The Initial Impact and Terror of the Bondi Shooting Is Giving Way to Anger and Discord. It Is Imperative We Seek Out the Hope.

While Australia settles into for a customary Christmas holiday during languorous days of beach and scorching heat accompanied by the soundtrack of sporting matches and insect sounds, this year the nation's summer mood feels, unfortunately, like no other.

It would be a dramatic oversimplification to characterize the collective disposition after the antisemitic terrorist attack on Jewish Australians during Bondi Hanukah celebrations as one of mere discontent.

Across the country, but especially than in Sydney – the most iconically beautiful of the nation's urban centers – a tone of initial surprise, grief and horror is segueing to anger and deep division.

Those who had not picked up on the frequently expressed concerns of the Jewish community are now highly attuned. Similarly, they are sensitive to balancing the need for a far more urgent, energetic government and institutional crackdown against anti-Jewish hatred with the right to peacefully protest against mass atrocities.

If ever there was a time for a national listening, it is now, when our belief in mankind is so sorely diminished. This is particularly so for those of us fortunate enough never to have experienced the animosity and fear of religious and ethnic targeting on this land or elsewhere.

And yet the algorithms keep churning out at us the trite instant opinions of those with blistering, polarizing views but no sense at all of that terrifying vulnerability.

This is a time when I lament not having a stronger spiritual belief. I mourn, because believing in humanity – in mankind’s potential for compassion – has let us down so painfully. Something else, something higher, is needed.

And yet from the horror of Bondi we have seen such profound instances of human decency. The heroism of individuals. The selflessness of bystanders. Emergency personnel – law enforcement and paramedics, those who ran towards the gunfire to help fellow humans, some publicly hailed but for the most part unnamed and unsung.

When the police tape still fluttered wildly all about Bondi, the imperative of community, religious and ethnic unity was admirably championed by faith leaders. It was a call of compassion and acceptance – of unifying rather than dividing in a moment of antisemitic slaughter.

Consistent with the symbolism of the Festival of Lights (light amid darkness), there was so much appropriate evocation of the need for lightness.

Togetherness, light and compassion was the essence of faith.

‘Our shared community spaces may not look quite the same again.’

And yet segments of the Australian polity reacted so nauseatingly swiftly with division, finger-pointing and recrimination.

Some politicians gravitated straight for the darkness, using the atrocity as a calculating chance to question Australia’s immigration policies.

Observe the harmful rhetoric of disunity from longstanding fomenters of Australian racial division, capitalizing on the massacre before the crime scene was even cold. Then read the statements of political figures while the investigation was still active.

Politics has a daunting task to do when it comes to bringing together a nation that is grieving and frightened and looking for the hope and, importantly, explanations to so many uncertainties.

Like why, when the official terror alert was judged as likely, did such a significant public Hanukah event go ahead with such a woefully inadequate security presence? Like how could the accused attackers have six guns in the residence when the domestic intelligence organisation has so openly and repeatedly warned of the threat of targeted attacks?

How rapidly we were treated to that tired line (or iterations of it) that it’s individuals not guns that kill. Of course, both things are valid. It’s possible to simultaneously pursue new ways to stop violent bigotry and keep firearms away from its possible actors.

In this metropolis of profound beauty, of clear blue heavens above ocean and sand, the ocean and the beaches – our communal areas – may not look entirely familiar again to the multitude who’ve observed that famous Bondi seems so incongruous with last weekend’s obscene bloodshed.

We long right now for comprehension and significance, for family, and perhaps for the solace of beauty in art or the natural world.

This weekend many Australians are calling off Christmas party plans. Reflective solitude will feel more appropriate.

But this is perhaps somewhat counterintuitive. For in these times of anxiety, outrage, melancholy, confusion and grief we need each other now more than ever.

The comfort of community – the human glue of the unity in the very word – is what we likely need most.

But sadly, all of the indicators are that cohesion in public life and society will be hard to find this long, draining summer.

Brandy Wright
Brandy Wright

Lena is a tech journalist with over a decade of experience covering consumer electronics and emerging technologies.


Although the entries contain pictures, repeat only their words, exactly as written.

Dataset entries on figures
○ ○ ○

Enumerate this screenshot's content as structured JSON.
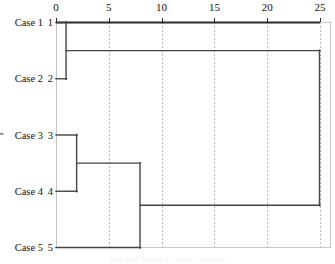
{
  "figure": {
    "title": "",
    "y_axis_title": "Y",
    "caption": "Rescaled Distance Cluster Combine"
  },
  "axis": {
    "label": "Rescaled Distance Cluster Combine",
    "ticks": [
      {
        "value": 0,
        "label": "0"
      },
      {
        "value": 5,
        "label": "5"
      },
      {
        "value": 10,
        "label": "10"
      },
      {
        "value": 15,
        "label": "15"
      },
      {
        "value": 20,
        "label": "20"
      },
      {
        "value": 25,
        "label": "25"
      }
    ]
  },
  "leaves": [
    {
      "name": "Case 1",
      "num": "1"
    },
    {
      "name": "Case 2",
      "num": "2"
    },
    {
      "name": "Case 3",
      "num": "3"
    },
    {
      "name": "Case 4",
      "num": "4"
    },
    {
      "name": "Case 5",
      "num": "5"
    }
  ],
  "colors": {
    "line": "#444444",
    "grid": "#bdbdbd",
    "axis": "#2b2b2b",
    "text": "#101010",
    "background": "#ffffff"
  },
  "chart_data": {
    "type": "line",
    "subtype": "dendrogram",
    "title": "",
    "xlabel": "Rescaled Distance Cluster Combine",
    "ylabel": "Y",
    "xlim": [
      0,
      25
    ],
    "xticks": [
      0,
      5,
      10,
      15,
      20,
      25
    ],
    "grid": true,
    "orientation": "horizontal",
    "legend": "none",
    "leaf_labels": [
      "Case 1",
      "Case 2",
      "Case 3",
      "Case 4",
      "Case 5"
    ],
    "leaf_ids": [
      1,
      2,
      3,
      4,
      5
    ],
    "leaf_order": [
      1,
      2,
      3,
      4,
      5
    ],
    "merges": [
      {
        "id": "m1",
        "members": [
          1,
          2
        ],
        "distance": 1,
        "label": "Case 1 + Case 2"
      },
      {
        "id": "m2",
        "members": [
          3,
          4
        ],
        "distance": 2,
        "label": "Case 3 + Case 4"
      },
      {
        "id": "m3",
        "members": [
          3,
          4,
          5
        ],
        "distance": 8,
        "label": "(Case 3 + Case 4) + Case 5"
      },
      {
        "id": "m4",
        "members": [
          1,
          2,
          3,
          4,
          5
        ],
        "distance": 25,
        "label": "All cases"
      }
    ]
  }
}
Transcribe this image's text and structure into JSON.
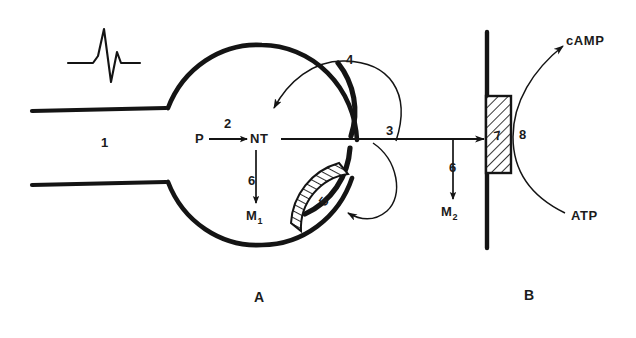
{
  "figure": {
    "panels": [
      {
        "id": "A",
        "label": "A",
        "description": "presynaptic neuron terminal"
      },
      {
        "id": "B",
        "label": "B",
        "description": "postsynaptic membrane"
      }
    ],
    "ink_color": "#141414",
    "background": "#ffffff"
  },
  "labels": {
    "step1": "1",
    "step2": "2",
    "step3": "3",
    "step4": "4",
    "step5": "5",
    "step6_presynaptic": "6",
    "step6_cleft": "6",
    "step7": "7",
    "step8": "8",
    "precursor": "P",
    "neurotransmitter": "NT",
    "metabolite1_base": "M",
    "metabolite1_sub": "1",
    "metabolite2_base": "M",
    "metabolite2_sub": "2",
    "camp": "cAMP",
    "atp": "ATP",
    "panel_a": "A",
    "panel_b": "B"
  },
  "elements": {
    "action_potential_icon": "spike-waveform",
    "axon": "axon-shaft",
    "terminal_bouton": "presynaptic-terminal-circle",
    "autoreceptor": "hatched-autoreceptor-arc",
    "postsynaptic_receptor": "hatched-receptor-box",
    "postsynaptic_membrane": "vertical-membrane-line",
    "reuptake_arrow": "curved-reuptake-arrow",
    "feedback_arrow": "curved-feedback-arrow",
    "release_arrow": "horizontal-release-arrow",
    "cyclase_arc": "adenylate-cyclase-arc"
  }
}
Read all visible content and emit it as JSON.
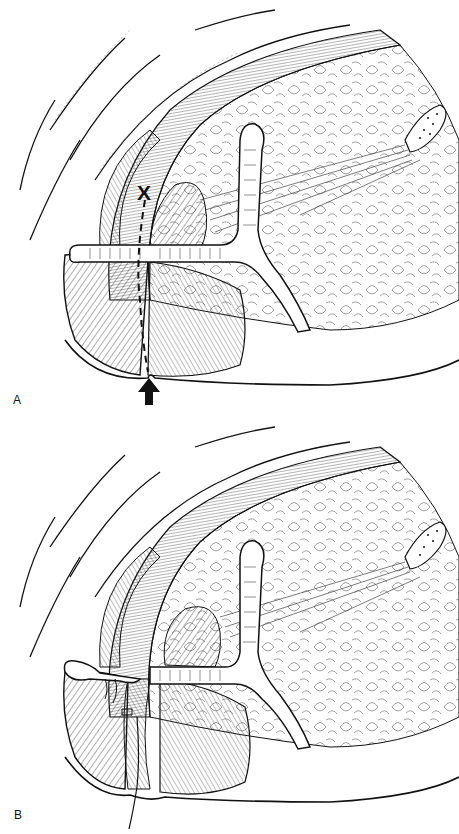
{
  "figure": {
    "panels": [
      {
        "label": "A",
        "description": "Anatomical cross-section line drawing with dashed incision line, X marker and upward arrow",
        "annotations": {
          "marker": "X",
          "arrow": "up-arrow"
        }
      },
      {
        "label": "B",
        "description": "Same anatomical section after repair, with suture thread extending downward",
        "annotations": {
          "suture": "suture-thread"
        }
      }
    ],
    "colors": {
      "ink": "#111111",
      "background": "#ffffff"
    }
  }
}
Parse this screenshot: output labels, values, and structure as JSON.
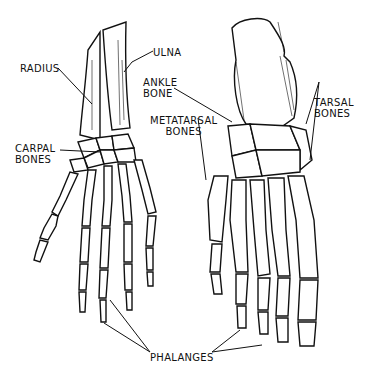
{
  "figure": {
    "panels": [
      "hand-and-wrist",
      "foot"
    ]
  },
  "labels": {
    "radius": "Radius",
    "ulna": "Ulna",
    "carpal_line1": "Carpal",
    "carpal_line2": "Bones",
    "ankle_line1": "Ankle",
    "ankle_line2": "Bone",
    "metatarsal_line1": "Metatarsal",
    "metatarsal_line2": "Bones",
    "tarsal_line1": "Tarsal",
    "tarsal_line2": "Bones",
    "phalanges": "Phalanges"
  },
  "colors": {
    "ink": "#111111",
    "background": "#ffffff"
  }
}
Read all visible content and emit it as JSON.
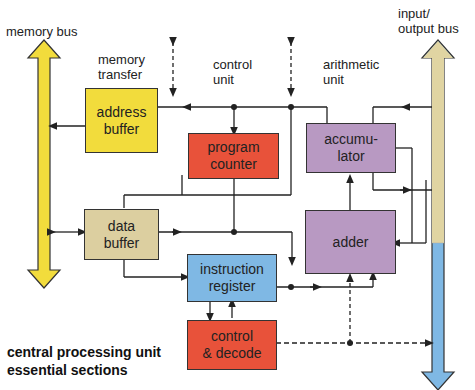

○ ○ ○

Task output
Enumerate this screenshot's content as structured JSON.
{
  "figure": {
    "title": "",
    "y_axis_title": "Y",
    "caption": "Rescaled Distance Cluster Combine"
  },
  "axis": {
    "label": "Rescaled Distance Cluster Combine",
    "ticks": [
      {
        "value": 0,
        "label": "0"
      },
      {
        "value": 5,
        "label": "5"
      },
      {
        "value": 10,
        "label": "10"
      },
      {
        "value": 15,
        "label": "15"
      },
      {
        "value": 20,
        "label": "20"
      },
      {
        "value": 25,
        "label": "25"
      }
    ]
  },
  "leaves": [
    {
      "name": "Case 1",
      "num": "1"
    },
    {
      "name": "Case 2",
      "num": "2"
    },
    {
      "name": "Case 3",
      "num": "3"
    },
    {
      "name": "Case 4",
      "num": "4"
    },
    {
      "name": "Case 5",
      "num": "5"
    }
  ],
  "colors": {
    "line": "#444444",
    "grid": "#bdbdbd",
    "axis": "#2b2b2b",
    "text": "#101010",
    "background": "#ffffff"
  },
  "chart_data": {
    "type": "line",
    "subtype": "dendrogram",
    "title": "",
    "xlabel": "Rescaled Distance Cluster Combine",
    "ylabel": "Y",
    "xlim": [
      0,
      25
    ],
    "xticks": [
      0,
      5,
      10,
      15,
      20,
      25
    ],
    "grid": true,
    "orientation": "horizontal",
    "legend": "none",
    "leaf_labels": [
      "Case 1",
      "Case 2",
      "Case 3",
      "Case 4",
      "Case 5"
    ],
    "leaf_ids": [
      1,
      2,
      3,
      4,
      5
    ],
    "leaf_order": [
      1,
      2,
      3,
      4,
      5
    ],
    "merges": [
      {
        "id": "m1",
        "members": [
          1,
          2
        ],
        "distance": 1,
        "label": "Case 1 + Case 2"
      },
      {
        "id": "m2",
        "members": [
          3,
          4
        ],
        "distance": 2,
        "label": "Case 3 + Case 4"
      },
      {
        "id": "m3",
        "members": [
          3,
          4,
          5
        ],
        "distance": 8,
        "label": "(Case 3 + Case 4) + Case 5"
      },
      {
        "id": "m4",
        "members": [
          1,
          2,
          3,
          4,
          5
        ],
        "distance": 25,
        "label": "All cases"
      }
    ]
  }
}
Transcribe this image's text and structure into JSON.
{
  "figure": {
    "panels": [
      {
        "id": "A",
        "label": "A",
        "description": "presynaptic neuron terminal"
      },
      {
        "id": "B",
        "label": "B",
        "description": "postsynaptic membrane"
      }
    ],
    "ink_color": "#141414",
    "background": "#ffffff"
  },
  "labels": {
    "step1": "1",
    "step2": "2",
    "step3": "3",
    "step4": "4",
    "step5": "5",
    "step6_presynaptic": "6",
    "step6_cleft": "6",
    "step7": "7",
    "step8": "8",
    "precursor": "P",
    "neurotransmitter": "NT",
    "metabolite1_base": "M",
    "metabolite1_sub": "1",
    "metabolite2_base": "M",
    "metabolite2_sub": "2",
    "camp": "cAMP",
    "atp": "ATP",
    "panel_a": "A",
    "panel_b": "B"
  },
  "elements": {
    "action_potential_icon": "spike-waveform",
    "axon": "axon-shaft",
    "terminal_bouton": "presynaptic-terminal-circle",
    "autoreceptor": "hatched-autoreceptor-arc",
    "postsynaptic_receptor": "hatched-receptor-box",
    "postsynaptic_membrane": "vertical-membrane-line",
    "reuptake_arrow": "curved-reuptake-arrow",
    "feedback_arrow": "curved-feedback-arrow",
    "release_arrow": "horizontal-release-arrow",
    "cyclase_arc": "adenylate-cyclase-arc"
  }
}
Read all visible content and emit it as JSON.
{
  "figure": {
    "panels": [
      {
        "label": "A",
        "description": "Anatomical cross-section line drawing with dashed incision line, X marker and upward arrow",
        "annotations": {
          "marker": "X",
          "arrow": "up-arrow"
        }
      },
      {
        "label": "B",
        "description": "Same anatomical section after repair, with suture thread extending downward",
        "annotations": {
          "suture": "suture-thread"
        }
      }
    ],
    "colors": {
      "ink": "#111111",
      "background": "#ffffff"
    }
  }
}
Parse this screenshot: output labels, values, and structure as JSON.
{
  "figure": {
    "panels": [
      "hand-and-wrist",
      "foot"
    ]
  },
  "labels": {
    "radius": "Radius",
    "ulna": "Ulna",
    "carpal_line1": "Carpal",
    "carpal_line2": "Bones",
    "ankle_line1": "Ankle",
    "ankle_line2": "Bone",
    "metatarsal_line1": "Metatarsal",
    "metatarsal_line2": "Bones",
    "tarsal_line1": "Tarsal",
    "tarsal_line2": "Bones",
    "phalanges": "Phalanges"
  },
  "colors": {
    "ink": "#111111",
    "background": "#ffffff"
  }
}
Read all visible content and emit it as JSON.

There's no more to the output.